Jump to content

Jane Wynne

From Wikipedia, the free encyclopedia

Jane Margery Wynne
Born(1944-12-08)8 December 1944
Died18 June 2009(2009-06-18) (aged 64)
NationalityEnglish
EducationLeeds Medical School
Medical career
Professionphysician, academic
Fieldpaediatrician
Sub-specialtiescommunity paediatrics, child abuse

Jane Margery Wynne FRCP (8 December 1944 – 18 June 2009)[1] was an English community paediatrician. An authority on child abuse and handicap, she lectured at the University of Leeds and ran courses teaching paediatricians to identify signs of abuse.

Early life

[edit]

Wynne was born in 1944 in Leicester to Margaret, a head teacher and John Wynne, a lecturer in agricultural economics. When her family moved to Leeds, she attended Lawnswood School. She went on to study at the Leeds School of Medicine receiving an MB ChB in 1969.[1]

Career

[edit]

Wynne held house posts at St James's University Hospital in Leeds from 1972 to 1973. She moved to Nottingham in 1975 to train in paediatrics; in 1976, she became a senior registrar at King's College London and the Royal Alexandra Hospital for Sick Children in Brighton.[1] She married Simon Currie, a neurologist, in 1976 and they moved together back to Leeds, where Wynne was appointed lecturer in the medical school's paediatrics department and ran a clinic for handicapped children. She began working with Michael Buchanan, a senior lecturer at the university and an expert in child abuse. She was promoted to a consultant community paediatrician at Leeds General Infirmary in 1984.[2]

Wynne and her colleague Christopher Hobbs ran courses in Leeds that taught other paediatricians to identify signs of child abuse.[2] They published two papers on sexual abuse in children in The Lancet in 1986 and 1987, and they founded the Child Protection Special Interest Group in 1988.[1] Wynne and Hobbs were held partly responsible in the 1987 Cleveland child abuse scandal, since one of the involved paediatricians had attended their course in Leeds, but Elizabeth Butler-Sloss, who chaired the enquiry, ultimately voiced her support for Wynne and Hobbs' methods.[1][3] They co-authored two textbooks, Child Abuse and Neglect: A Clinician's Handbook (1999) and Physical Signs of Child Abuse: A Colour Atlas (2001), and contributed a chapter to Forfar and Arneil's Textbook of Pediatrics in 2003.[4]

Wynne was elected Fellow of the Royal College of Physicians in 1991 and was later made an honorary fellow of the Royal College of Paediatrics and Child Health.[1] She received an honorary doctorate from Leeds Metropolitan University in 1994 and was made an honorary trustee of the National Society for the Prevention of Cruelty to Children in 2003.[4]

Later life

[edit]

Wynne was diagnosed with Parkinson's disease in 1990. She retired from clinical practice in 1999. She continued to teach until 2003, when she underwent heart surgery to repair medication-induced damage to her heart valves. She died on 18 June 2009 from multi-system failure.[1]

References

[edit]
  1. ^ a b c d e f g "Jane Margery Wynne". Munk's Roll Volume XII. Royal College of Physicians. Archived from the original on 10 August 2018. Retrieved 3 November 2017.
  2. ^ a b "Jane Wynne". The Yorkshire Times. 21 August 2009. Archived from the original on 3 May 2019. Retrieved 3 November 2017.
  3. ^ Bentovim, Arnon (20 August 2009). "Jane Wynne". The Guardian. Retrieved 3 November 2017.
  4. ^ a b Currie, Simon (2009). "Jane Margery Wynne". BMJ. 339: b3790. doi:10.1136/bmj.b3790. S2CID 72646696.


Exercise details - Beginning with the line below that contains "At what (x,y)" and ending with the line that contains "This screenshot has", retype every line exactly. Pictures are not copied.

Dataset entries
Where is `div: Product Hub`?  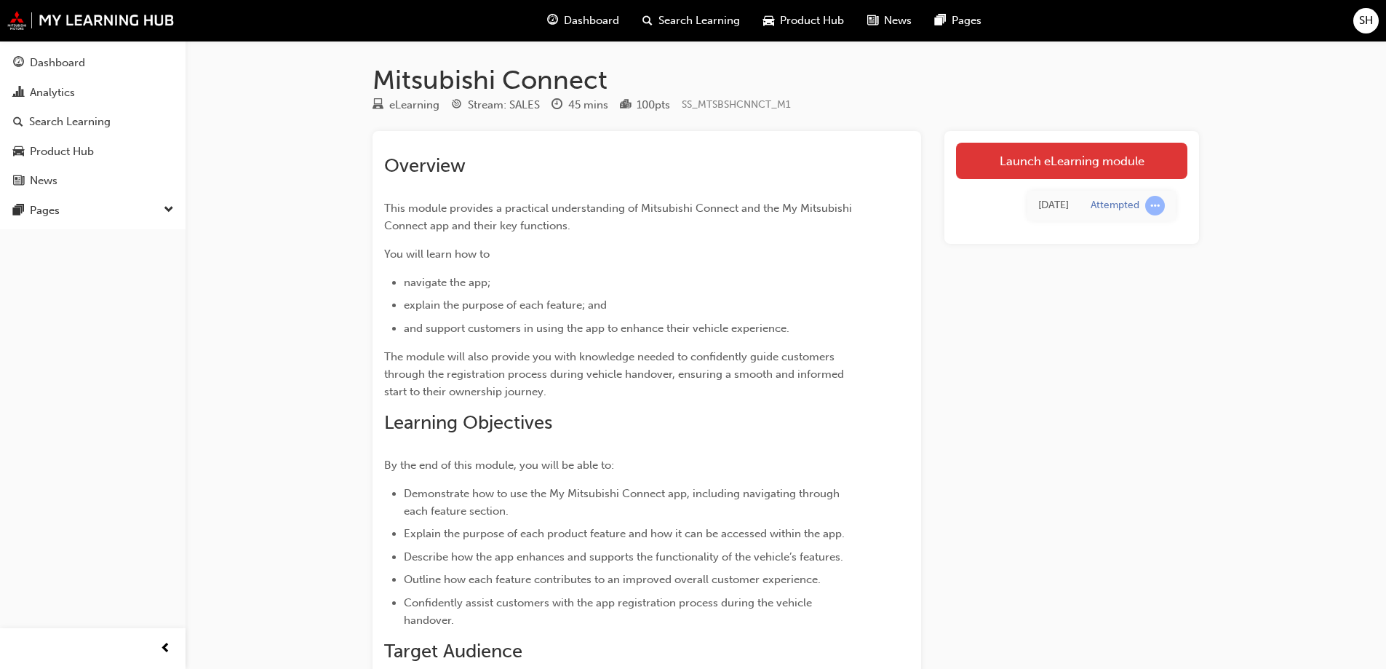
div: Product Hub is located at coordinates (62, 151).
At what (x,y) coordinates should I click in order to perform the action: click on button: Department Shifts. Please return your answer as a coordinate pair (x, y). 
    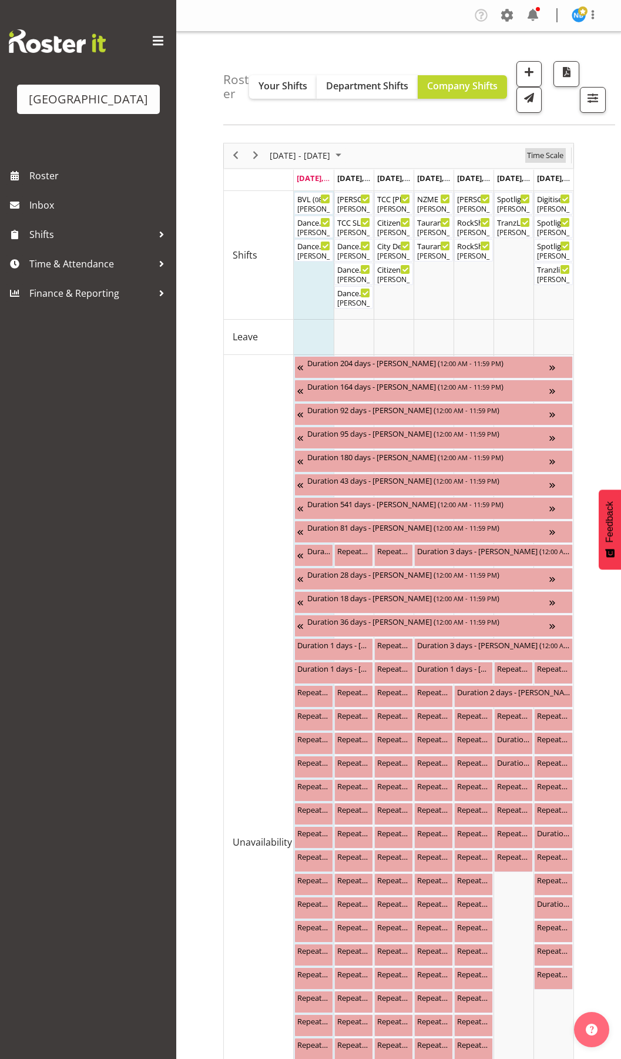
    Looking at the image, I should click on (367, 87).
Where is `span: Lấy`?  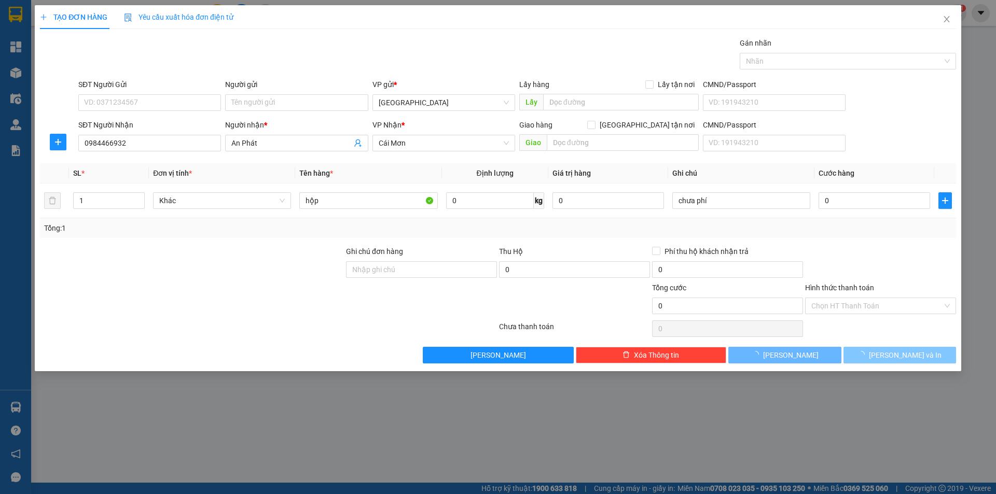
span: Lấy is located at coordinates (531, 102).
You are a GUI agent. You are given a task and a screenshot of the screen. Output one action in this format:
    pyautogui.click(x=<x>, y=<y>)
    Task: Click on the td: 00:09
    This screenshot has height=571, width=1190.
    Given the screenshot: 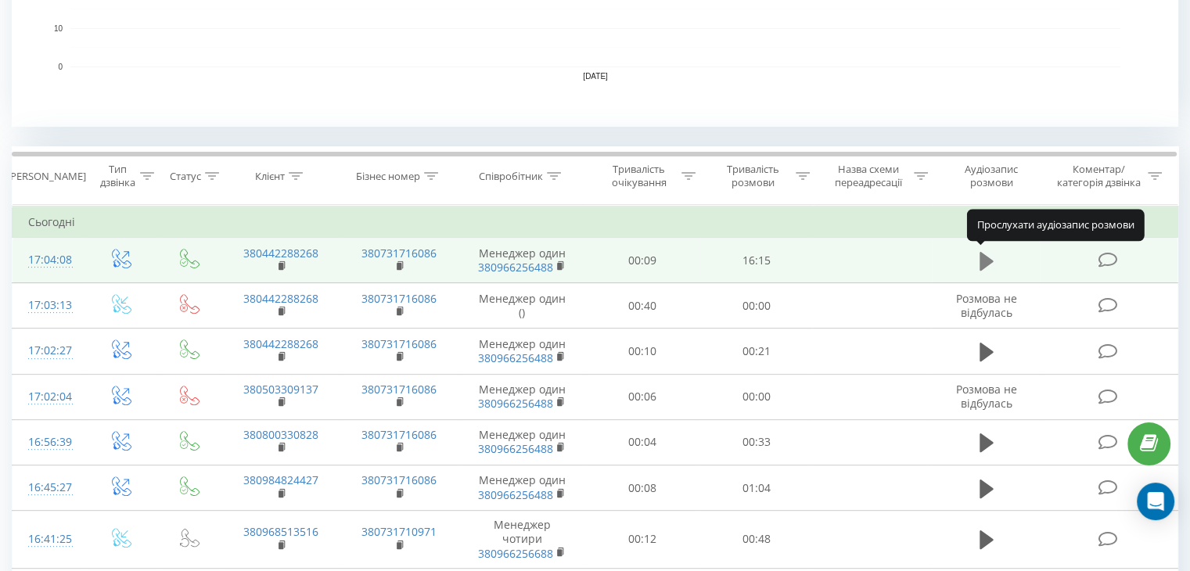 What is the action you would take?
    pyautogui.click(x=642, y=260)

Your solution -
At what (x,y) coordinates should I click in order to perform the action: click on button: Department Shifts. Please return your answer as a coordinate pair (x, y). 
    Looking at the image, I should click on (367, 87).
Where is `span: Lấy`?  
span: Lấy is located at coordinates (531, 102).
You are a GUI agent. You are given a task and a screenshot of the screen. Output one action in this format:
    pyautogui.click(x=<x>, y=<y>)
    Task: Click on the td: 00:09
    This screenshot has height=571, width=1190.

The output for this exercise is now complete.